[net.ai] Intuition; Hans Berliner

Robert.Frederking@CMU-CS-CAD.ARPA (06/25/84)

        There is a good article in the Winter 83 AI Magazine (4;4) about
non-logical AI (it is a rebuttal to Nils Nilsson's Presidential Address
at AAAI-83).  The authors point out that certain problems are intractable if
dealt with symbolically, whereas they are easily solved if one uses
real numbers and ordinary math.  I suspect that the human brain uses a
combination of analog and digital/symbolic processing, and that some
cases of intuition might arise from the results of an analog
computation into which introspection is not possible.
        As for Ken Laws's comment about switching to a new optimal
strategy at each step (rather than Berliner's smoothing of
transitions), one of the things he is trying to get around is the
"horizon effect", where the existance of a sharp cut-off in the
program's evaluation makes it think that postponing a problem solves it
(since you no longer see the problem if it is pushed back over your
horizon).  In other words, perhaps the optimal strategy at each point *is*
a non-linear combination of several discrete strategies.
        Also, I think it is a mistake to say that "pattern-matching"
and "reasoning" are different things.  After all, one must
pattern-match in order to find appropriate objects to combine with an
inference rule (obvious in OPS5, but also true in PROLOG).  The
question at hand is perhaps more whether one is allowed to use logically
unsound inferences (a.k.a. heuristics).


→ What the task requires
Please reproduce the entries below exactly from the line with "Find the location of a particular element." through their last line, leaving out any pictures.
[Available records — start]
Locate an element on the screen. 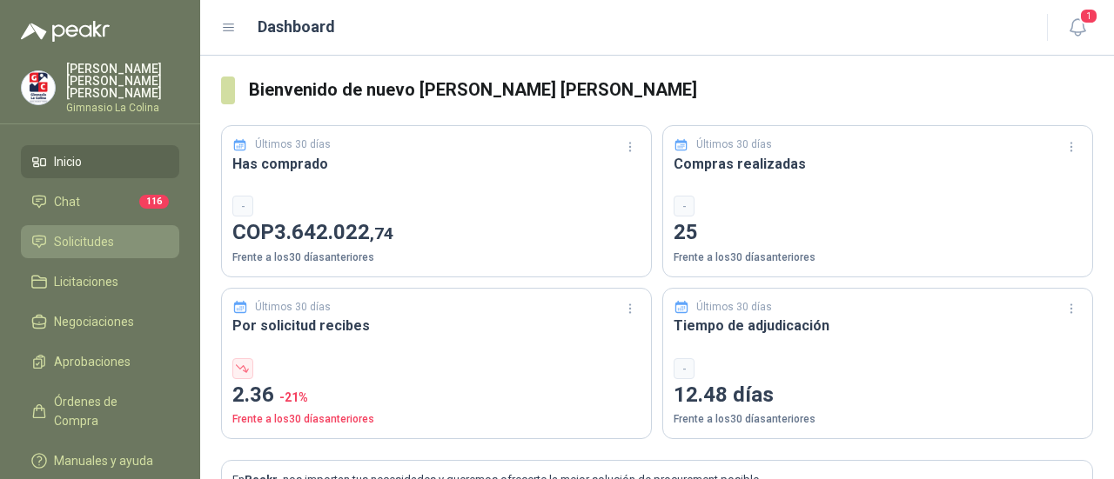 Image resolution: width=1114 pixels, height=479 pixels. span: Licitaciones is located at coordinates (86, 282).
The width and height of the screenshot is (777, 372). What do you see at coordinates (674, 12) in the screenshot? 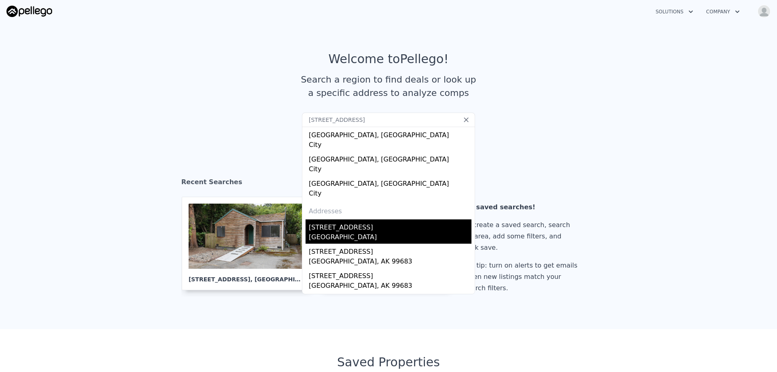
I see `button: Solutions` at bounding box center [674, 12].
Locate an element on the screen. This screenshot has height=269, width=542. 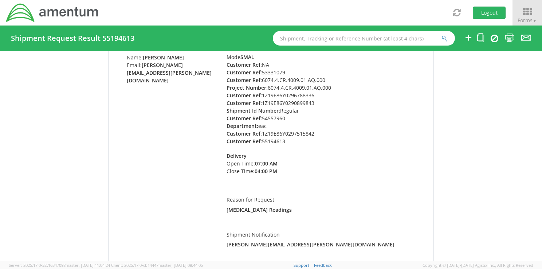
button: Logout is located at coordinates (489, 13).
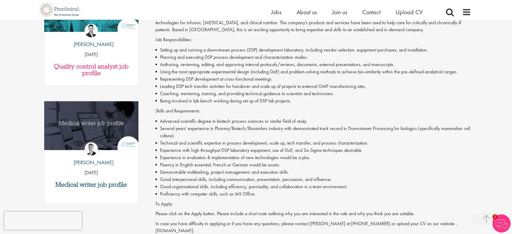  I want to click on li: Using the most appropriate experimental design (including DoE) and problem-solving methods to ach..., so click(313, 72).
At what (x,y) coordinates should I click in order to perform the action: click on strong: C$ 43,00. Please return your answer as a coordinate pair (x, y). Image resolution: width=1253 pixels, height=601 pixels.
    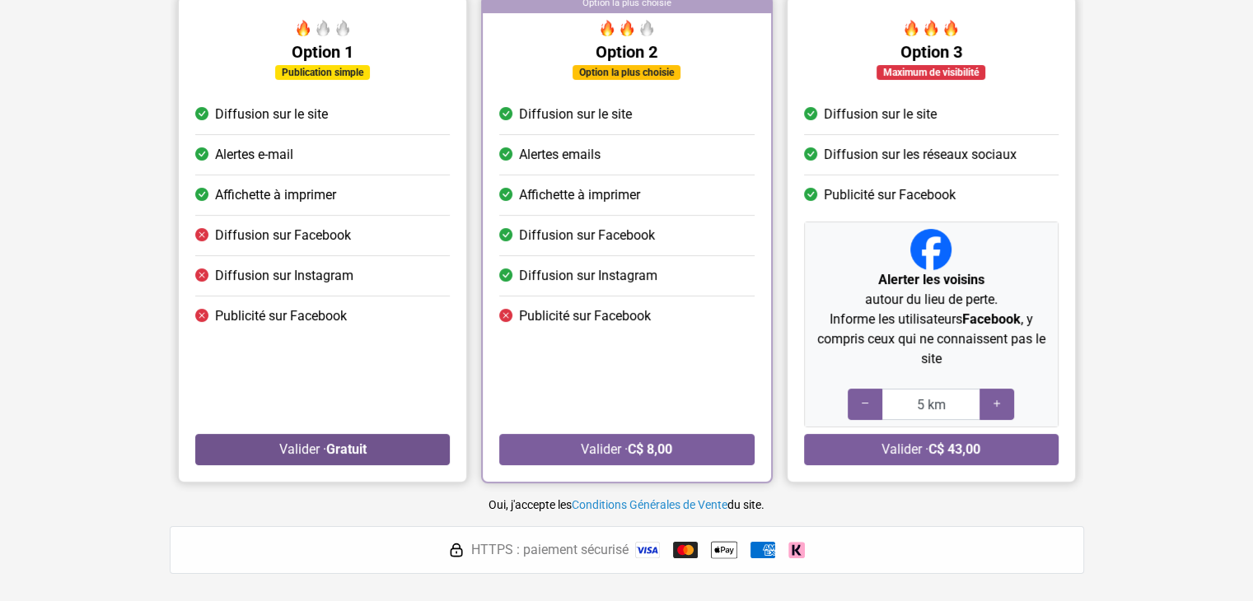
    Looking at the image, I should click on (954, 449).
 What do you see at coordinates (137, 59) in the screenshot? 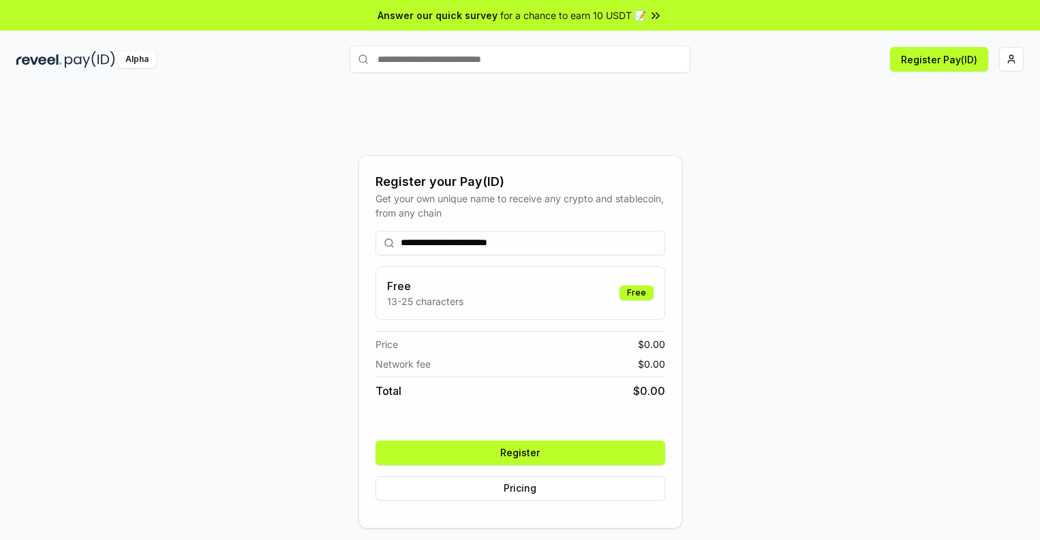
I see `div: Alpha` at bounding box center [137, 59].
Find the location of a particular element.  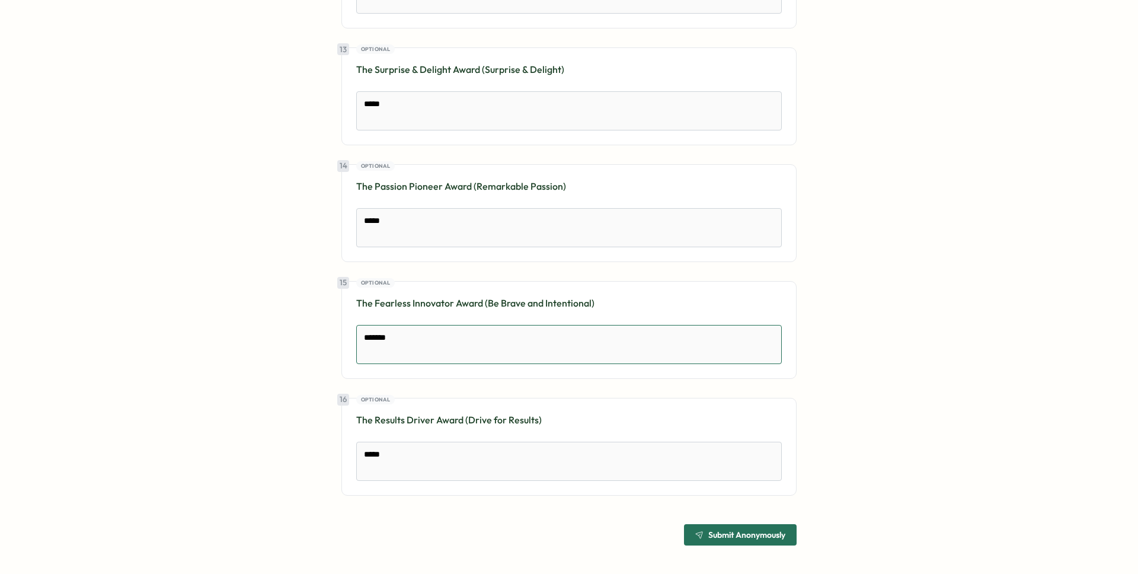

button: Submit Anonymously is located at coordinates (741, 535).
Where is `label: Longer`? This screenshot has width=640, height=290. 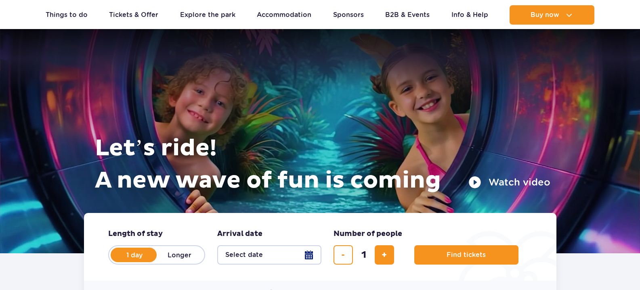
label: Longer is located at coordinates (180, 255).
[Available records — finish]
→ Output of the exercise
Find the location of a particular element.  

button: Submit Anonymously is located at coordinates (741, 535).
Where is `label: Longer`? This screenshot has width=640, height=290. 
label: Longer is located at coordinates (180, 255).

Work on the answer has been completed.